Set down each line of the records once more, precisely, and omit the pictures.

-- Opening Marker --

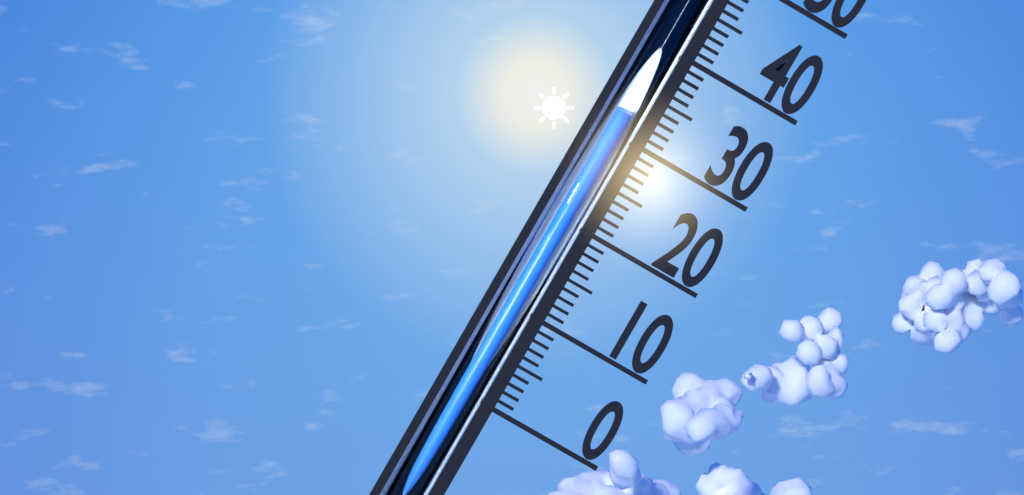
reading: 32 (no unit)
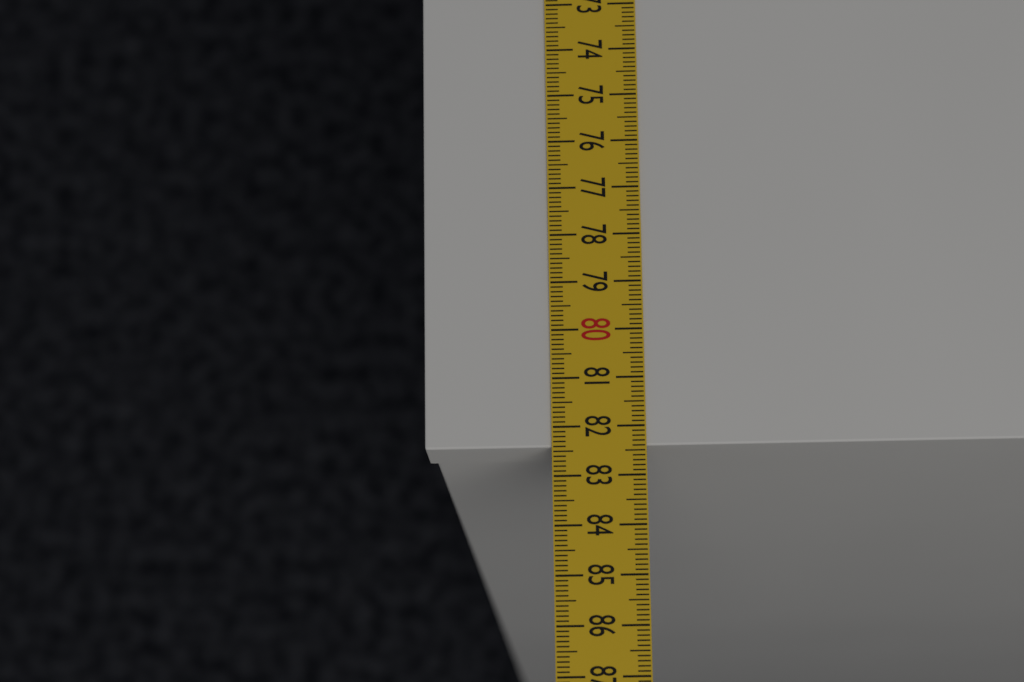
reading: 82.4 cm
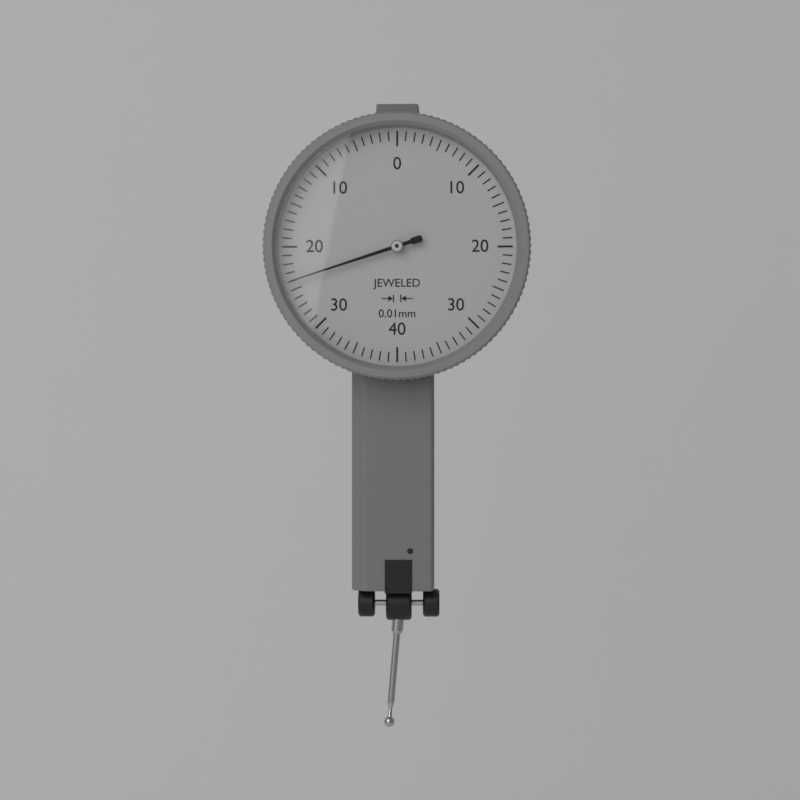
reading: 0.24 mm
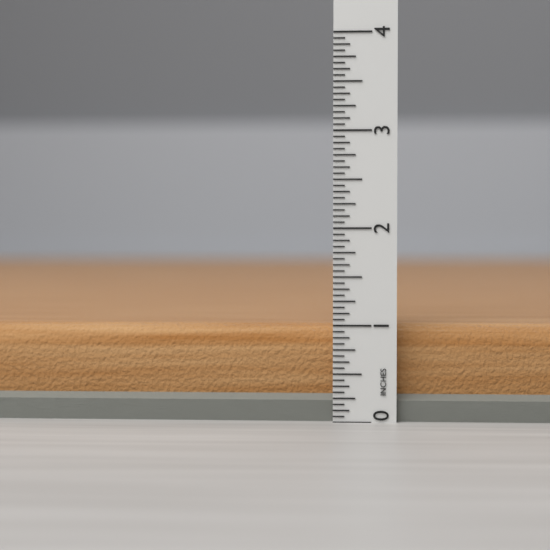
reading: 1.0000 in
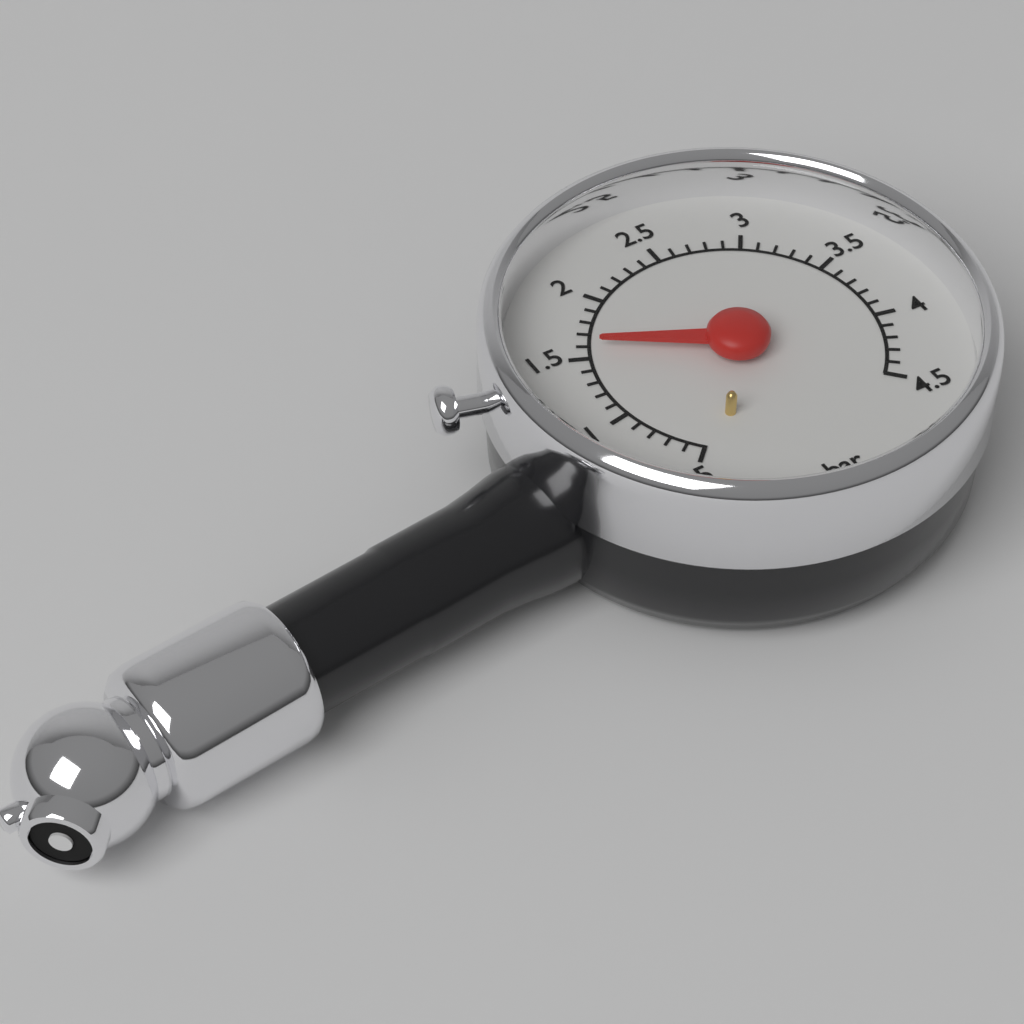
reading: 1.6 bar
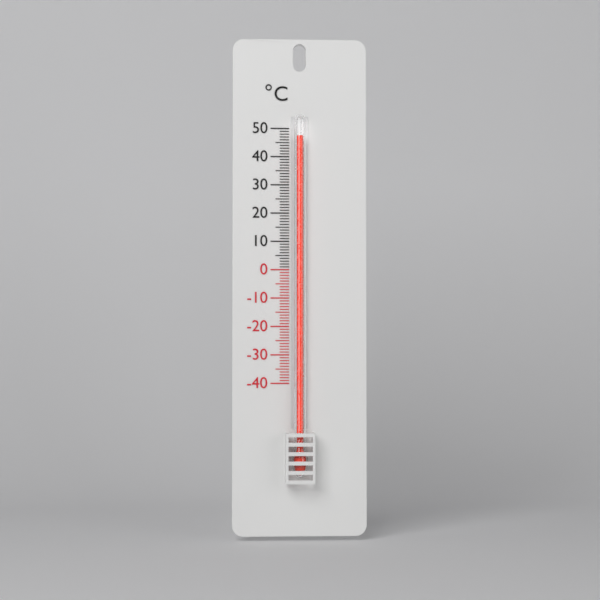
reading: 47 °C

-- Closing Marker --

**Result of the task**
reading: 32 (no unit)
reading: 82.4 cm
reading: 0.24 mm
reading: 1.0000 in
reading: 1.6 bar
reading: 47 °C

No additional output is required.